Love this piece about the punk movement in China.
I think I was the first home-grown Chinese punk in Britain, hanging out at Vivienne Westwood's shop Sex as a kiddie where she made me my first catsuit (pix above and below).
It was my armour, a shiny carapace that expressed my champion alienation as a working class Chinese kid in Hackney with added teenage angst. I wore that catsuit to shreds, shocking the locals as I did the weekly shop in Tescos.
The only other east Asian women punks I can remember from that era were Thai-born Suzie Dixon (with whom I hung out with the Boomtown Rats and the Sex Pistols) and, a bit later, Annabella Lwin (Anglo-Burmese) who Malcolm McLaren made lead singer of Bow Wow Wow in 1980.
I'd be really interested to know who else was around. I'm guessing that there must have been some Chinese punks in America following the New York Dolls in the 1970s. But in the punk genealogical branch that started in Vivienne's King's Road shop, I think I'm the first. So if you know of any others, please do let me know.
I auditioned to be a backing singer for the legendary punk band London SS — Mick Jones, Eunan Brady and then Tony James and a plethora of punk musicians — which became the Clash.
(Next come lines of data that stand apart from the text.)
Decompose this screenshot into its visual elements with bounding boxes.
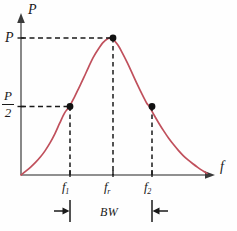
chart-canvas bbox=[0, 0, 237, 231]
x-tick-label-f2: f2 bbox=[144, 180, 152, 193]
x-tick-label-f1-subscript: 1 bbox=[65, 187, 69, 196]
y-axis-title: P bbox=[28, 3, 37, 17]
bandwidth-label: BW bbox=[100, 206, 118, 218]
half-power-fraction: P 2 bbox=[2, 89, 14, 119]
y-axis-arrowhead bbox=[17, 13, 25, 23]
data-markers-group bbox=[67, 35, 156, 110]
bw-left-arrowhead bbox=[63, 208, 70, 215]
marker-f1-half-power bbox=[67, 103, 74, 110]
bw-right-arrowhead bbox=[153, 208, 160, 215]
x-tick-label-f1: f1 bbox=[62, 180, 70, 193]
x-tick-label-fr-subscript: r bbox=[107, 187, 110, 196]
x-tick-marks-group bbox=[70, 170, 152, 177]
half-power-denominator: 2 bbox=[2, 105, 14, 120]
bandwidth-curve-figure: P f P P 2 f1 fr f2 BW bbox=[0, 0, 237, 231]
x-tick-label-f2-subscript: 2 bbox=[147, 187, 151, 196]
x-tick-label-fr: fr bbox=[104, 180, 111, 193]
marker-f2-half-power bbox=[149, 103, 156, 110]
x-axis-title: f bbox=[220, 160, 224, 174]
half-power-value-label: P 2 bbox=[2, 89, 14, 119]
peak-power-value-label: P bbox=[5, 31, 14, 45]
guide-lines-group bbox=[21, 38, 152, 175]
marker-fr-peak bbox=[110, 35, 117, 42]
half-power-numerator: P bbox=[2, 89, 14, 105]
London SS never got off the ground (stupid name that we'd hoped was short for London Social Security but probably wasn't) so we'll never know if the auditions were a brilliant way for the fellas to meet gurls in those early days before stardom struck. But it was a fascinating showcase and playground for the punk explosion that followed.
Pix of Anna by Bob Carlos Clarke
1 comment:
Wow, thank you, Judy. I completely missed Anya so I'm going to look her up. Pleased to meet a sister but can't believe she's dead before I could meet her. Too sad.